Introducing the Core Data Controller

Cloud SyncAs I was developing Speech Timer 2, initially I used a document class to manage my Core Data stack – that is, UIManagedDocument on iOS and BSManagedDocument on OS X. Those two gets derived into one subclass and a preprocessor statement selects the right superclass at compile time. The reason for using those were primarily convenience: they both manage a Core Data stack and have similar APIs so that I can use one class to inherit from both of them with only minimal variations on the two platforms. Another reason was window management on the Mac – NSDocument has some fancy way to manage windows and NSWindowController objects already has a reference to its document – so that I don’t need to manage yet another reference to the core data stack, namely NSManagedObjectContext instance.

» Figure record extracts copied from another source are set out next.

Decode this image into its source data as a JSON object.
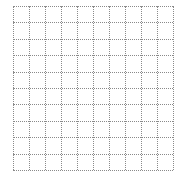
{
  "grid": {
    "columns": 10,
    "rows": 10,
    "line_style": "dotted",
    "line_color": "#8a8a8a",
    "background_color": "#ffffff"
  }
}
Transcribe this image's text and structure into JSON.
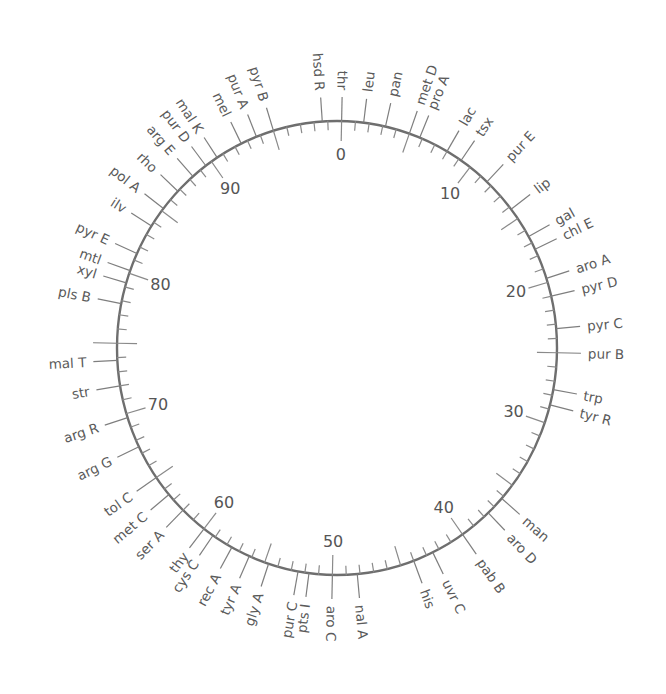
{
  "diagram": {
    "type": "circular genetic map",
    "unit": "minutes",
    "total_minutes": 100,
    "scale_label_interval": 10,
    "medium_tick_interval": 5,
    "minor_tick_interval": 1,
    "scale_labels": [
      "0",
      "10",
      "20",
      "30",
      "40",
      "50",
      "60",
      "70",
      "80",
      "90"
    ],
    "genes": [
      {
        "name": "thr",
        "position": 0
      },
      {
        "name": "leu",
        "position": 1.6
      },
      {
        "name": "pan",
        "position": 3.2
      },
      {
        "name": "met D",
        "position": 5
      },
      {
        "name": "pro A",
        "position": 5.8
      },
      {
        "name": "lac",
        "position": 8
      },
      {
        "name": "tsx",
        "position": 9.2
      },
      {
        "name": "pur E",
        "position": 11.6
      },
      {
        "name": "lip",
        "position": 14.2
      },
      {
        "name": "gal",
        "position": 16.5
      },
      {
        "name": "chl E",
        "position": 17.5
      },
      {
        "name": "aro A",
        "position": 19.7
      },
      {
        "name": "pyr D",
        "position": 21
      },
      {
        "name": "pyr C",
        "position": 23.3
      },
      {
        "name": "pur B",
        "position": 25
      },
      {
        "name": "trp",
        "position": 27.6
      },
      {
        "name": "tyr R",
        "position": 28.7
      },
      {
        "name": "man",
        "position": 36.2
      },
      {
        "name": "aro D",
        "position": 37.6
      },
      {
        "name": "pab B",
        "position": 40
      },
      {
        "name": "uvr C",
        "position": 42.5
      },
      {
        "name": "his",
        "position": 44
      },
      {
        "name": "nal A",
        "position": 48.2
      },
      {
        "name": "aro C",
        "position": 50
      },
      {
        "name": "pts I",
        "position": 51.7
      },
      {
        "name": "pur C",
        "position": 52.5
      },
      {
        "name": "gly A",
        "position": 54.7
      },
      {
        "name": "tyr A",
        "position": 56.2
      },
      {
        "name": "rec A",
        "position": 57.6
      },
      {
        "name": "cys C",
        "position": 59.2
      },
      {
        "name": "thy",
        "position": 60
      },
      {
        "name": "ser A",
        "position": 62
      },
      {
        "name": "met C",
        "position": 63.5
      },
      {
        "name": "tol C",
        "position": 65
      },
      {
        "name": "arg G",
        "position": 67.5
      },
      {
        "name": "arg R",
        "position": 69.7
      },
      {
        "name": "str",
        "position": 72
      },
      {
        "name": "mal T",
        "position": 73.8
      },
      {
        "name": "pls B",
        "position": 77.8
      },
      {
        "name": "xyl",
        "position": 79.3
      },
      {
        "name": "mtl",
        "position": 80.2
      },
      {
        "name": "pyr E",
        "position": 81.5
      },
      {
        "name": "ilv",
        "position": 83.7
      },
      {
        "name": "pol A",
        "position": 85.2
      },
      {
        "name": "rho",
        "position": 86.8
      },
      {
        "name": "arg E",
        "position": 88.3
      },
      {
        "name": "pur D",
        "position": 89.5
      },
      {
        "name": "mal K",
        "position": 90.5
      },
      {
        "name": "mel",
        "position": 92.5
      },
      {
        "name": "pur A",
        "position": 93.7
      },
      {
        "name": "pyr B",
        "position": 95
      },
      {
        "name": "hsd R",
        "position": 98.6
      }
    ],
    "unlabeled_markers": [
      75
    ]
  },
  "colors": {
    "background": "#ffffff",
    "circle": "#6e6e6e",
    "ticks": "#8a8a8a",
    "gene_lines": "#7e7e7e",
    "gene_text": "#5a5a5a",
    "number_text": "#555555"
  }
}
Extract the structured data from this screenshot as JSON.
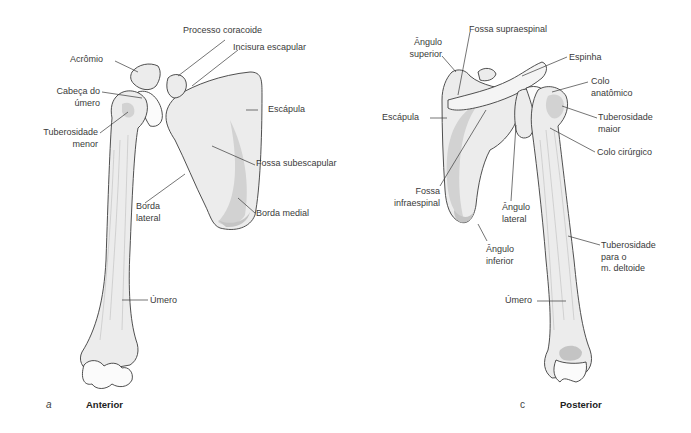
{
  "figure": {
    "panels": [
      {
        "id": "a",
        "letter": "a",
        "view_label": "Anterior",
        "labels": {
          "processo_coracoide": "Processo coracoide",
          "incisura_escapular": "Incisura escapular",
          "acromio": "Acrômio",
          "cabeca_umero_1": "Cabeça do",
          "cabeca_umero_2": "úmero",
          "escapula": "Escápula",
          "tuberosidade_menor_1": "Tuberosidade",
          "tuberosidade_menor_2": "menor",
          "fossa_subescapular": "Fossa subescapular",
          "borda_lateral_1": "Borda",
          "borda_lateral_2": "lateral",
          "borda_medial": "Borda medial",
          "umero": "Úmero"
        }
      },
      {
        "id": "c",
        "letter": "c",
        "view_label": "Posterior",
        "labels": {
          "fossa_supraespinal": "Fossa supraespinal",
          "angulo_superior_1": "Ângulo",
          "angulo_superior_2": "superior",
          "espinha": "Espinha",
          "colo_anatomico_1": "Colo",
          "colo_anatomico_2": "anatômico",
          "escapula": "Escápula",
          "tuberosidade_maior_1": "Tuberosidade",
          "tuberosidade_maior_2": "maior",
          "colo_cirurgico": "Colo cirúrgico",
          "fossa_infraespinal_1": "Fossa",
          "fossa_infraespinal_2": "infraespinal",
          "angulo_lateral_1": "Ângulo",
          "angulo_lateral_2": "lateral",
          "angulo_inferior_1": "Ângulo",
          "angulo_inferior_2": "inferior",
          "tuberosidade_deltoide_1": "Tuberosidade",
          "tuberosidade_deltoide_2": "para o",
          "tuberosidade_deltoide_3": "m. deltoide",
          "umero": "Úmero"
        }
      }
    ]
  },
  "colors": {
    "bone_fill": "#ececec",
    "bone_shade": "#d2d2d2",
    "outline": "#3c3c3c",
    "label_text": "#3a3a3a",
    "background": "#ffffff"
  }
}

Things were nice until I tried adding in iCloud support. As of this writing, BSManagedDocument isn’t yet tested to incrementally sync a Core Data based document over iCloud. I’ve had some success in adding support for iCloud there but then hit a brick wall: first save of a document often fails with a "The file couldn’t be saved because you don’t have permission.” error. I was baffled.

This iCloud thing have been delaying the project for quite some time and I’ll need to fix it rather quick. Since I’m essentially re-implementing UIManagedDocument on the Mac, there may be some other things that the original class does that I need to emulate to get the two to sync. Stuff that I haven’t got much time to do.

Then I realized: Speech Timer is a library-style app. There is only one document, ever and the user doesn’t need to be presented with open/save dialogs and all the standard things that a document-based app do. The whole convenience of NSDocument s window management on the Mac is negated by the additional efforts I need to make. So I decided to rip out that document-based implementation and take the best bits of BSManagedDocument and bring it to both iOS and OS X.

Introducing BSCoreDataController: your Core Data stack manager for iOS and OS X. It’s loosely inspired by UIManagedDocument but pared down to its bare necessities for supporting a library-style app. Additionally there are a number of convenience functions to make iCloud easier to use by a Core Data app.

Like UIManagedDocument & BSManagedDocument classes that came before it, the class features:

  • Dual nested managed object contexts for maximum responsiveness of your application due to non-blocking I/O.
  • Saves the data inside a file package, which is important in 10.9 and iOS 7 since by default the Core Data store file now consists of more than one file due to SQLite write-ahead logging mode that was made default in those OS releases.
  • Support for iCloud’s persistent store changes.
  • Support for Autosave.

However it doesn’t have the document baggages that a library-style app doesn’t use:

  • No support for Save As, Duplicate, Save To, and the things that you’ll need to do if you expose document management functionality to the user.
  • Designed to be served from your Application Support folder and not from your Documents directory.

So I’ve posted its preliminary version on github: adib/BSCoreDataController – freshly forked out of Speech Timer 2’s main project. Enjoy!